Mauer and an officer surrender to Lt. Rennick, a moody Richard Basehart unsure about his reassignment to intelligence. Under Colonel Devlin (Gary Merrill), Rennick is shown a project Devlin is running involving German POWs who have been turned against the Reich to spy for the Americans. One of them, Tiger (Hans Christian Blech), is a prima donna spy. Devlin wants someone a little more humble, and Mauer is his man.
A companion who was with Mauer when they surrendered is a little too open about his dislike of Hitler and Germany’s blunders, and one night fellow POWs toss him out of a window. This changes Mauer’s mind, and he offers his services to Devlin.
I like the casting throughout this film. The German characters are all actual Germans or Austrians, and the Americans aren’t heroic. Basehart and Merrill don’t really seem like good guys; Rennick is uneasy and moody, and Devlin obviously sees the POWs as his pet project to please the brass. He seems to have good intentions, but is obviously willing to use people to get what he wants. I’m sure Devlin would have had a happy career in the CIA.
One of the American agents is Monique (Dominique Blanch), a French Algerian, and seems interested in Mauer, by this time called “Happy,” his code name. When Devlin asks her if she’s getting too emotionally involved with Mauer, she gets right to the point: He’s just a Boche. It reminds us that the theme of this film is people being used by others, and how emotions are a detriment in war and its element of distrust.

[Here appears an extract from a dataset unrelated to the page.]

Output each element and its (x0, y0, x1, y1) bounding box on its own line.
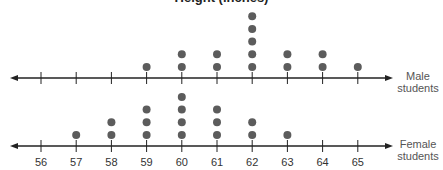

Of course, Monique probably had her own issues later. De Gaulle used the French Algerians to solidify his power, and later, in the Algerian uprising, easily sacrificed them to keep power in France and end the revolt of the native Algerians. This betrayal later led to assassination attempts, as depicted in fictional form in The Day of the Jackal.
Parachuted back into Germany, Mauer makes his way toward completing his mission by finding out the location of an armored corps. Again, I’m impressed by the cinematography; stark, brutal black-and-white filming amidst a background of wreckage, with people and soldiers jammed into trams and trucks, always being stopped to show their papers. The wartime damage shown is the real thing, as it was filmed in Wurzburg and Nuremburg, and I walked these palaces and streets, although they had already been repaired when I was stationed there.
The faces of the Germans are hard, unflinching, and fatalistic. No Hollywood casting here. There was, as I recall, such strength in those people.
Mauer isn’t a great spy. He always gives himself away, and on his first day, it’s known his parachute was found and the Gestapo are on the trail. His name is also on a German list of known captured, and so he will be suspect if he pops up in the middle of the Reich.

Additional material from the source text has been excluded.